Shooting Fish #1 - Gremlins 3 (Part 1)

Whether we like it or not, beloved movies from the 80s are going to be pillaged for illconceived sequels and reboots for the forseeable future. Always seen as an easy way to make cash and get the fans on side. Like shooting fish in a barrel!

Shooting Fish #1 - Gremlins 3
But things are never that simple.

Shooting Fish #1: Gremlins 3

Part 1. The Background.


Gremlins should have been a throwaway film. A forgettable piece of B-Movie genre cinema from an age when the screens were full of such movies.

But much like the Gremlins themselves, who morphed into every movie stereotype the producers could think of during the famous scene at Dorry’s Tavern, the movie refused to be just one thing. It was a creature feature, a horror, a christmas film, a satirical comedy and a deliciously dark kid’s movie from the decade that defined what a kid’s movie could be and decided it didn’t have to be just Disney.

And to people of a certain age, (ahem…. hi) it’s more than that. A cultural phenomenon with dialogue and lore still quoted to this day. Hated by critics at the time, but raised way beyond the level of “just a film” by the army of excitable 8-year-olds like me that took it to their hearts, it succeeded as much because of its limitations as despite them. It became “ours”. Parents enjoyed E.T. with their kids and thought Back to the Future was a wonderful piece of family cinema. But they thought Gremlins was stupid. And they were right… it was just OUR kind of stupid. And it was pretty clever for a stupid film.

The Academy Awards voted Terms of Endearment the best film in 1984, and as great as that film is, ask yourself how often you’ve quoted it since? Because I know you’ve quoted Gremlins.

Gremlins sing a Christmas carol

Having got it so wrong in 1984, the industry that dismissed Gremlins decided to jump on board for Gremlins 2 and revel in some of that lovely praise (in the form of cash, I’m sure they hoped). But just as an expectant movie industry belatedly jumped onto the Gremlins bandwagon, director Joe Dante jumped off. Initially uninterested in making a sequel, thinking the original did everything it set out to, Dante finally relented after Warners Bros. tripled the film’s budget and gave him 100% artistic control over the final film, something almost unheard of at the time for a big studio production.

So, Joe took this unexpected bounty and created an anti-corporate, anti-movie, anti-sequel and even anti-Gremlins movie. It broke a ridiculous amount of film making conventions, took the piss out of itself and everyone else, and forced people to use the word “zany” for the first time since the 1950s.

Not at all what Warners envisaged, Gremlins 2 may have been exactly the film Dante wanted to make, but it essentially killed off the chances of any future films. Indeed, that may have been exactly what he intended.

Brain Gremlin sings New York New York

So while the Gremlins continued wreaking havoc across other media, with an excellent animation “The Secrets of the Mogwai” currently ongoing, as well as comics, novelisations, TV adverts and video games, it seemed Joe Dante’s “zany” sequel ended the big screen adventures of Gizmo and Co.

Yet more than 4 decades after the original disaster in Kingston Falls, the prospect of a third film remained, quietly resting inside an ornate wooden box (perhaps). The main reason it didn’t happen sooner was no one could agree how to continue the franchise. How do you write a script for a sequel when the film immediately before it pulled to shreds that very idea?

Plot, tone and even reboot versus continuation, all had to be finalised and nailed down tight and, despite the powerhouse names involved (Dante, Spielberg, Columbus) along with dozens of experienced writers, no one could see a way forward.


### Exercise details
Nothing but the records themselves, exactly as written and free of pictures, should appear in your response.
————
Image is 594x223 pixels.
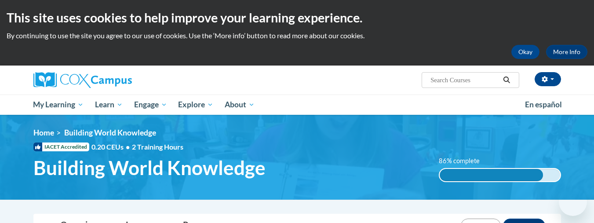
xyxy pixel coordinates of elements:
span: Learn [95,99,123,110]
h2: This site uses cookies to help improve your learning experience. [7,9,588,26]
span: My Learning [33,99,84,110]
span: Building World Knowledge [64,128,156,137]
a: About [219,95,260,115]
a: Engage [128,95,173,115]
button: Search [500,75,513,85]
span: Engage [134,99,167,110]
span: Explore [178,99,213,110]
div: Main menu [20,95,574,115]
span: Building World Knowledge [33,156,266,179]
span: IACET Accredited [33,142,89,151]
button: Account Settings [535,72,561,86]
a: Explore [172,95,219,115]
a: Learn [89,95,128,115]
img: Cox Campus [33,72,132,88]
label: 86% complete [439,156,489,166]
div: 86% complete [440,169,543,181]
p: By continuing to use the site you agree to our use of cookies. Use the ‘More info’ button to read... [7,31,588,40]
input: Search Courses [430,75,500,85]
span: En español [525,100,562,109]
iframe: Button to launch messaging window [559,188,587,216]
a: Cox Campus [33,72,201,88]
a: My Learning [28,95,90,115]
span: 0.20 CEUs [91,142,132,152]
a: Home [33,128,54,137]
span: • [126,142,130,151]
span: About [225,99,255,110]
a: En español [519,95,568,114]
span: 2 Training Hours [132,142,183,151]
button: Okay [511,45,540,59]
a: More Info [546,45,588,59]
————
### Exercise answer
Image is 594x223 pixels.
xyxy pixel coordinates of elements:
span: Learn [95,99,123,110]
h2: This site uses cookies to help improve your learning experience. [7,9,588,26]
span: My Learning [33,99,84,110]
span: Building World Knowledge [64,128,156,137]
a: About [219,95,260,115]
a: Engage [128,95,173,115]
button: Search [500,75,513,85]
span: Engage [134,99,167,110]
span: Explore [178,99,213,110]
div: Main menu [20,95,574,115]
span: Building World Knowledge [33,156,266,179]
span: IACET Accredited [33,142,89,151]
button: Account Settings [535,72,561,86]
a: Explore [172,95,219,115]
a: Learn [89,95,128,115]
img: Cox Campus [33,72,132,88]
label: 86% complete [439,156,489,166]
div: 86% complete [440,169,543,181]
p: By continuing to use the site you agree to our use of cookies. Use the ‘More info’ button to read... [7,31,588,40]
input: Search Courses [430,75,500,85]
span: En español [525,100,562,109]
iframe: Button to launch messaging window [559,188,587,216]
a: Cox Campus [33,72,201,88]
a: My Learning [28,95,90,115]
span: 0.20 CEUs [91,142,132,152]
a: Home [33,128,54,137]
span: • [126,142,130,151]
span: About [225,99,255,110]
a: En español [519,95,568,114]
span: 2 Training Hours [132,142,183,151]
button: Okay [511,45,540,59]
a: More Info [546,45,588,59]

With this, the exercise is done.